I have an XML document (generated by Adobe XFA forms), that contains data like the following:
<Position>
<PositionBorder>
<Title/>
<StartDate/>
<EndDate/>
</PositionBorder>
</Position>
Since this file is defined elsewhere, I am not at liberty to change the format of the XML that I get.
In my Java code, I create a Position class that contains the Title, Start and End Dates.
My problem is, when I use XStream to parse the file, it wants a PositionBorder class to hold the title and dates. I want to basically ignore the border and place all of the fields into the Position class.
What I'd really like to do is use something like the convertAnother method to convert the child of the position element. I tried to do just that and it fails, because my PositionConverter gets called for the PositionBorder (when I call convertAnother).
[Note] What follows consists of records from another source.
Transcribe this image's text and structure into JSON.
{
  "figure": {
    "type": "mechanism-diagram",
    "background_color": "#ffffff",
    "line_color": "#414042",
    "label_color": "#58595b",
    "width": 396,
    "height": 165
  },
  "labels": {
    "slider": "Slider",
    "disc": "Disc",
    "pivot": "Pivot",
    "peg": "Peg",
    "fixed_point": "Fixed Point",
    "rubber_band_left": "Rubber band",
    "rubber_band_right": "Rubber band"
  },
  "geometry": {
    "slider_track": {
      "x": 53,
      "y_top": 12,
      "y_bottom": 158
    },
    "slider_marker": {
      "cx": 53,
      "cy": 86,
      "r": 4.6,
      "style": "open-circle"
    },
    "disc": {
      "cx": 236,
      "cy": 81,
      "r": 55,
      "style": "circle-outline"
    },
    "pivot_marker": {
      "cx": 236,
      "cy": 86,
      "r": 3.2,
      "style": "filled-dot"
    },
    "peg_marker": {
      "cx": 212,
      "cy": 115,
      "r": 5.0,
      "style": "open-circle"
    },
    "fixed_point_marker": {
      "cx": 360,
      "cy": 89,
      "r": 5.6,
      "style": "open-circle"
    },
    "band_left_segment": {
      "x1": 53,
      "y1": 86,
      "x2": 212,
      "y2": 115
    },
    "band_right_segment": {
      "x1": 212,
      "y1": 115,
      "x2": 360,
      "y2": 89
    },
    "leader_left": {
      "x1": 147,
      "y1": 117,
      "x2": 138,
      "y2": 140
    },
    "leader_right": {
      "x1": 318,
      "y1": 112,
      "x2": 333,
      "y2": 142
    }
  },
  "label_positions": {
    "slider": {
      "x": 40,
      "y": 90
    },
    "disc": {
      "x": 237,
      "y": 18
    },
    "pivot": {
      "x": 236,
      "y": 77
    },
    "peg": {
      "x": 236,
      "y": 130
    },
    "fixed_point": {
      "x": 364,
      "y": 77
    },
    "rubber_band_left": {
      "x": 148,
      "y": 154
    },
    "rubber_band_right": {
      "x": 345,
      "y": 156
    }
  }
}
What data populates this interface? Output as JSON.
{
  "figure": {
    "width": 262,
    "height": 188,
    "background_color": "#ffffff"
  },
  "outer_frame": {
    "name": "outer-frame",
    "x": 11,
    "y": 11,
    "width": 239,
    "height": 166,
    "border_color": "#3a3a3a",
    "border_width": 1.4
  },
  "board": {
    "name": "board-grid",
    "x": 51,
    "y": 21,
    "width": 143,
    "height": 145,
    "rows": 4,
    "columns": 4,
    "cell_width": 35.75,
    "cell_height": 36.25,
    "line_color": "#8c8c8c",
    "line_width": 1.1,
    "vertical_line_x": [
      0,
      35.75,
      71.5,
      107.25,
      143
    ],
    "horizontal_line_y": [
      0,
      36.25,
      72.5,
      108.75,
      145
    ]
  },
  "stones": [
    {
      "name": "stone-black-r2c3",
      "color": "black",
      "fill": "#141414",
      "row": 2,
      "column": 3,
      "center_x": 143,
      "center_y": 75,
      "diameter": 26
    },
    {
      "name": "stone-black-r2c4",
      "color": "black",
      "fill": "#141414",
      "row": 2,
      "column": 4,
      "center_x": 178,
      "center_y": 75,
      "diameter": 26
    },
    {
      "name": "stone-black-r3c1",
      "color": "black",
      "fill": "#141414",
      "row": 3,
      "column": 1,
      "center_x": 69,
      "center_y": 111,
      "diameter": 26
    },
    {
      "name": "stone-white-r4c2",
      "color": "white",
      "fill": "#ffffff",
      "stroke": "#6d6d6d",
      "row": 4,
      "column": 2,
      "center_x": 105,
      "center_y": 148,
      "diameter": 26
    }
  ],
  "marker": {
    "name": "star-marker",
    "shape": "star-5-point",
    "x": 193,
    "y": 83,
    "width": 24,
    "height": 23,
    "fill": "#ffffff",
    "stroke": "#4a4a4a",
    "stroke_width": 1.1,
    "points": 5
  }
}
Anyone have any clues how to deal with collapsing the structure of an XML when parsing?
It's not terribly difficult to do with a custom converter. This is a little bit of a long example, but I hope it's simple enough to get the gist of what you need to do:
Try running that and see what happens. You'll need to modify it to suit your own types, of course -- I just used strings for all of Position's fields (and I'm sure you're Position class isn't nested, either), but converting from a String to a Date (or whatever) should be rather trivial.
One thing you'll want to keep an eye on (and I might not have gotten it completely right in my example) is matching your reader.moveDown() and reader.moveUp() calls. (And, if you're going to do any marshalling instead of just unmarshalling -- which I don't expect from your question -- you'll want to match your writer.startNode() and writer.endNode() calls as well.) It probably won't cause any problems with this example, but I'm sure it'll raise issues if you're doing anything larger or processing multiple files with the same XStream or Converter instance. Also, if you try reader.moveDown() from an invalid location, you'll get a really ugly exception -- it should be pretty obvious.
I had to play around with the moveUp/moveDown methods a bit to get them in the right places, so I'm sure you'll need to test it and tweak it until you get what you need.